***** INPUT MATERIAL
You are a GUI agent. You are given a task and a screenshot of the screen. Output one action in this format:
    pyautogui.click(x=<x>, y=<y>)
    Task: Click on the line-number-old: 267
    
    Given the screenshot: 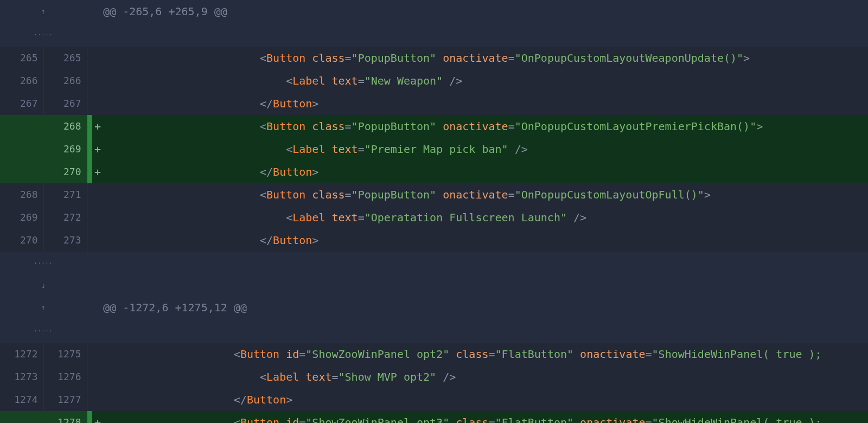 What is the action you would take?
    pyautogui.click(x=22, y=104)
    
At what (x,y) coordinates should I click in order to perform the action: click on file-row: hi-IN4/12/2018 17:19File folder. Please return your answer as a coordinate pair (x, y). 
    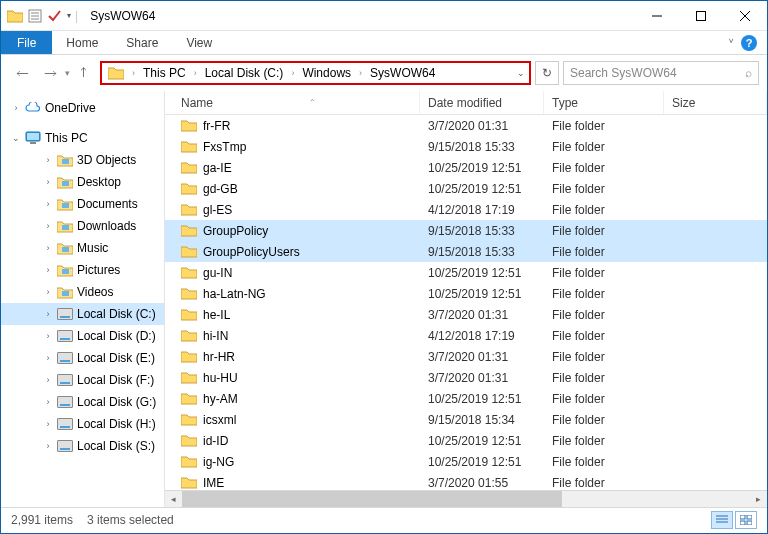
    Looking at the image, I should click on (466, 336).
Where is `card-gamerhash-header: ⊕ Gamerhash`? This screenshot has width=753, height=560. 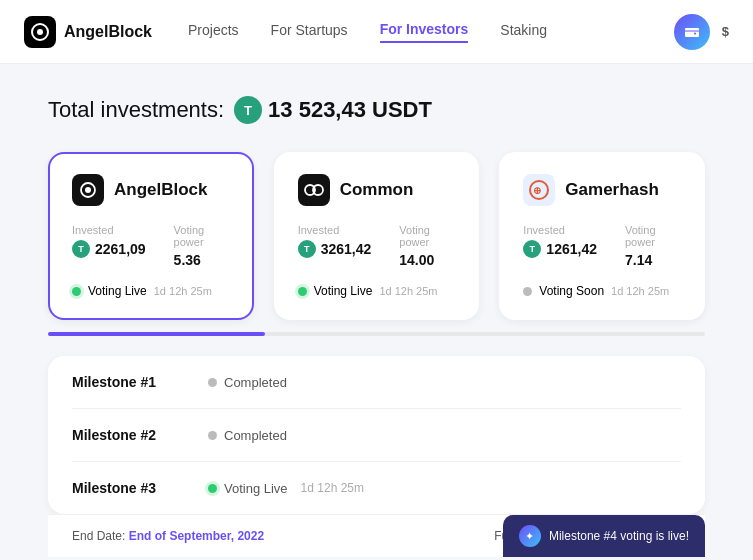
**********
**WHAT IS BEING ASKED:**
Keep out the pictures, and copy exactly the lines from the one that contains "At what (x,y)" through the final line of the records above, both ends included.

**SOLUTION:**
At what (x,y) coordinates should I click in order to perform the action: click on file-row: hi-IN4/12/2018 17:19File folder. Please return your answer as a coordinate pair (x, y). 
    Looking at the image, I should click on (466, 336).
Where is `card-gamerhash-header: ⊕ Gamerhash`? This screenshot has width=753, height=560. 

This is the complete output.